What “Two Become One” Doesn’t Mean
Krista Ortiz
I’m a rule follower. If you tell me what the expectation is, I will do everything in my power to meet the moral standard.
So on my wedding day (and while lighting the unity candle) they told me to take the candle that represents my life, and in unison with my husband, light a flame representing our new lives together, and then blow our individual candles out.
“Two become one” they said. It’s tradition, it’s in the Bible, and it’s the worst decision I have ever made in my life. Not getting married, but literally and figuratively blowing out the candle that represents everything I was.
In Genesis 2:24 it says, “…A man leaves his father and mother and is united to his wife, and they become one flesh.”
Marriage and the unity candle are a beautiful symbol of two separate lives coming together as one, but only when we understand what “one” does and does not mean.
3 Things “Two Become One” Does Not Mean
1. We have to agree on everything.
My heart skips a beat for a morning spent sleeping in or a chocolate chip cookie fresh from the oven. He prefers waking up with the birds and Double Stuffed Oreos (and will leave crumbs all over the couch).
To say we are different is an understatement, but “two becoming one” doesn’t mean we are now magically void of our personal preferences or opposing viewpoints. We can embrace our spouse’s God-given uniqueness and fall deeper in love with each other because of them (except for the crumbs on the couch, of course).
2. We are made complete by getting married.
I never realized how much I relied on my husband to make me whole until the day my marriage hit a rough patch, and I fell to pieces.
But only God was ever meant to complete us. Colossians 2:10 tells us, “...In Christ you have been brought to fullness.”
Had I grasped this promise myself, I still would have been heartbroken when the lies surfaced in my marriage, but not shattered to the extent that I was. I would have been sorrowful, but not spinning into a depression that would take me years to crawl my way out of.
Because eventually our spouse will let us down—that is a fact. But regardless of the level of disappointment we experience, in Christ we are complete, and in Him we will always have everything we need. And that is a promise.
3. We lose our individual purpose.
When I blew out the candle on my wedding day, I misunderstood it to mean I was extinguishing everything I was; being his wife became my sole purpose, the mother of his children my new calling.
Cleaving to our spouses is far from losing ourselves.
But “cleaving to our spouses” is far from losing ourselves. Ecclesiastes 4:9 says, “Two are better than one, because they have a good return for their labor.”
God was never asking that we bring the best of ourselves and blow it out as a sacrifice on behalf of our union. On the contrary, God wants us to bring our gifts and perspectives together to make for an even greater purpose: to expand our capabilities, not limit them!
Two becoming one is less about aligning preferences and more about uniting in purpose. All of this, not in spite of marriage, but because of it.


**Task instructions**
Go through the data and copy every line in which "Government" appears.

Items from a figure collection:
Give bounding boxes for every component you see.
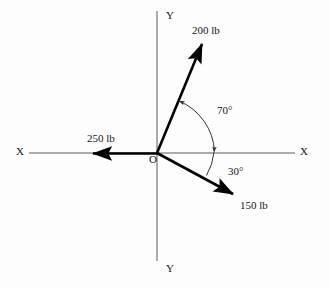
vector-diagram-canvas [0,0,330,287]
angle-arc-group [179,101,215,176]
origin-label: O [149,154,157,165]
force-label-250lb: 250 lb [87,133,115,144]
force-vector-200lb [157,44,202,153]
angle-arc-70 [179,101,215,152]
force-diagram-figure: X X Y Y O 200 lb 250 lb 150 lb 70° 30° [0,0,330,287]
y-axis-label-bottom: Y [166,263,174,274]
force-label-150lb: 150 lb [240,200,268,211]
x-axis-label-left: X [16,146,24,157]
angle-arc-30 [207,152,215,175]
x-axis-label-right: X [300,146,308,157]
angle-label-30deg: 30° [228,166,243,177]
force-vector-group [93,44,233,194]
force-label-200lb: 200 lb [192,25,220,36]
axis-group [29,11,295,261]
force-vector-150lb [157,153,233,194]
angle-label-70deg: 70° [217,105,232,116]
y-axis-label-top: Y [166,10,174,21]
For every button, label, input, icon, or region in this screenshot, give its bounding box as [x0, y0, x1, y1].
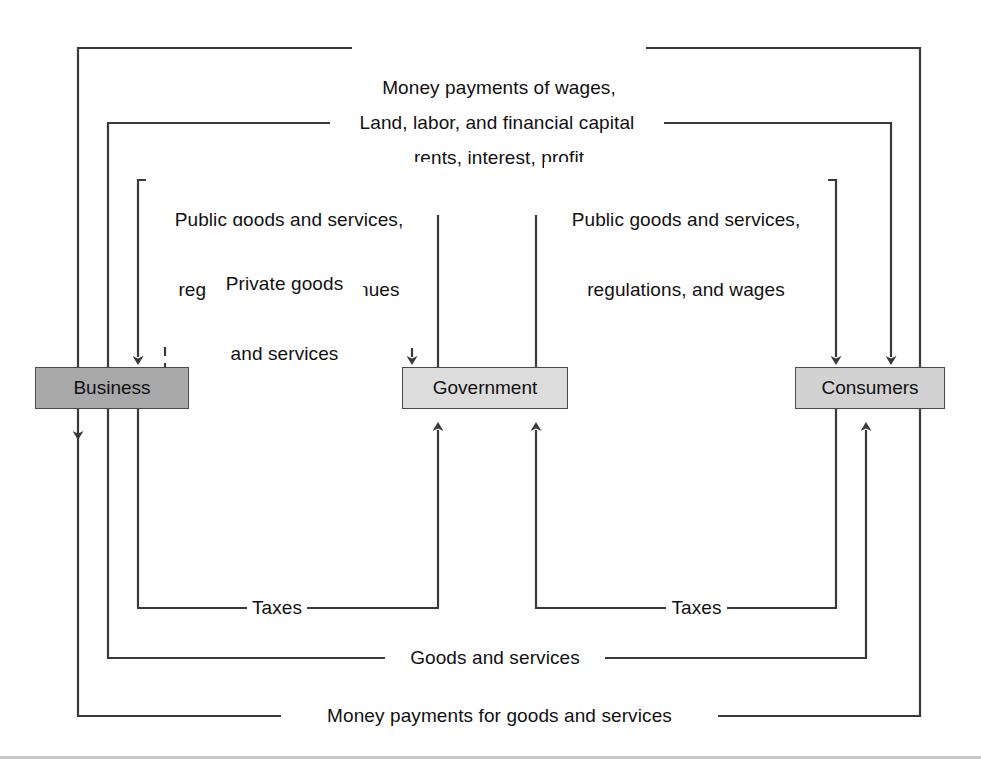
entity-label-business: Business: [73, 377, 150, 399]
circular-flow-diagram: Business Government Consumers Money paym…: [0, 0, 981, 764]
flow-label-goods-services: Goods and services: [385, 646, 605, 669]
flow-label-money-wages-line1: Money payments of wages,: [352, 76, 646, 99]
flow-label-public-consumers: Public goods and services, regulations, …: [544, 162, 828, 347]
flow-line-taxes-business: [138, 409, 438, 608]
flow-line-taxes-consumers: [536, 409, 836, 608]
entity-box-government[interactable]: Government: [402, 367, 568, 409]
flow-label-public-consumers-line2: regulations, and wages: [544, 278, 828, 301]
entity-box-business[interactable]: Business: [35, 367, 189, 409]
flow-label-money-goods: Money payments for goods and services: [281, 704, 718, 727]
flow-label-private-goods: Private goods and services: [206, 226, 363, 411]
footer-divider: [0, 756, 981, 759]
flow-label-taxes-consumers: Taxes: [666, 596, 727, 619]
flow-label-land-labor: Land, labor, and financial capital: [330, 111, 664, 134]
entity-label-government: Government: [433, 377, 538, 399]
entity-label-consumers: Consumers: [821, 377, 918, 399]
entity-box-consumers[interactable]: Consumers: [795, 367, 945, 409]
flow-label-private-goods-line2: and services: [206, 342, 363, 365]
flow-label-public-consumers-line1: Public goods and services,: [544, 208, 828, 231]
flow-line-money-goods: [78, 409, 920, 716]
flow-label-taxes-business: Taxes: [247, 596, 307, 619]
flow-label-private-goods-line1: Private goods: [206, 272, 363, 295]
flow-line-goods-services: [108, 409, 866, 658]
* * *
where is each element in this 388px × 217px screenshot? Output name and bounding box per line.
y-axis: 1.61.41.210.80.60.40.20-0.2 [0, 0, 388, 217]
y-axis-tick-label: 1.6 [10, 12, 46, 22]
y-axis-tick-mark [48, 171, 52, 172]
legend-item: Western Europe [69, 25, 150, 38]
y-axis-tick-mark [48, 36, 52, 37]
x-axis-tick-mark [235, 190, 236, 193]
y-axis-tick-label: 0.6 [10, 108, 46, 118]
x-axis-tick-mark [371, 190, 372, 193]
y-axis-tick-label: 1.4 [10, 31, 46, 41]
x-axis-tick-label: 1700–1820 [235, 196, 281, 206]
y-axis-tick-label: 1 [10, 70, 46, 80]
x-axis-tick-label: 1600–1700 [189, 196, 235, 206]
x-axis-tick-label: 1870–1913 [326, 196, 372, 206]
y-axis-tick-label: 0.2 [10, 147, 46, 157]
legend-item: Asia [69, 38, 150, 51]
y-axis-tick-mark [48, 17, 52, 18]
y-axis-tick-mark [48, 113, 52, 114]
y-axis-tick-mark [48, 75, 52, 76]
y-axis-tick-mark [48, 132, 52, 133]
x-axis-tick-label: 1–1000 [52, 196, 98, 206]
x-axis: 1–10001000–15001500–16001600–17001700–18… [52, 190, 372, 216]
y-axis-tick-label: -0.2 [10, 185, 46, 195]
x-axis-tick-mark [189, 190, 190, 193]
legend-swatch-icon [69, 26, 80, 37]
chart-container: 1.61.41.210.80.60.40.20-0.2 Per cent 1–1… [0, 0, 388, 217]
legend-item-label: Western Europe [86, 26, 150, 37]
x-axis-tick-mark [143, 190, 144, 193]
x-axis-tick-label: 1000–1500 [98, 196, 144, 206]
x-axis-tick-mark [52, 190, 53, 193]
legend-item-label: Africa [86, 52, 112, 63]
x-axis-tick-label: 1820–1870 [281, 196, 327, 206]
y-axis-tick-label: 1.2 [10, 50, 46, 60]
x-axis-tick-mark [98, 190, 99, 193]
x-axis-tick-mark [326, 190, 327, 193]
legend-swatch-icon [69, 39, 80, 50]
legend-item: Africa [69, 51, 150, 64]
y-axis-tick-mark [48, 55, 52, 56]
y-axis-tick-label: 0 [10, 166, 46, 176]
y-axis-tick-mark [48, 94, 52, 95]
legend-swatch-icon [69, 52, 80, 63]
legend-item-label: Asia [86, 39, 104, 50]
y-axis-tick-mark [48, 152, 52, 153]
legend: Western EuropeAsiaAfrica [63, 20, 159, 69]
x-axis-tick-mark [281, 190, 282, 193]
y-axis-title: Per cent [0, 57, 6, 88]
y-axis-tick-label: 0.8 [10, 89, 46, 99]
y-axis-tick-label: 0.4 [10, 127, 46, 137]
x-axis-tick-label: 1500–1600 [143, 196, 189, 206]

**Your solution**
circular-flow-diagram: Business Government Consumers Money paym…: [0, 0, 981, 764]
entity-box-government[interactable]: Government: [402, 367, 568, 409]
entity-label-government: Government: [433, 377, 538, 399]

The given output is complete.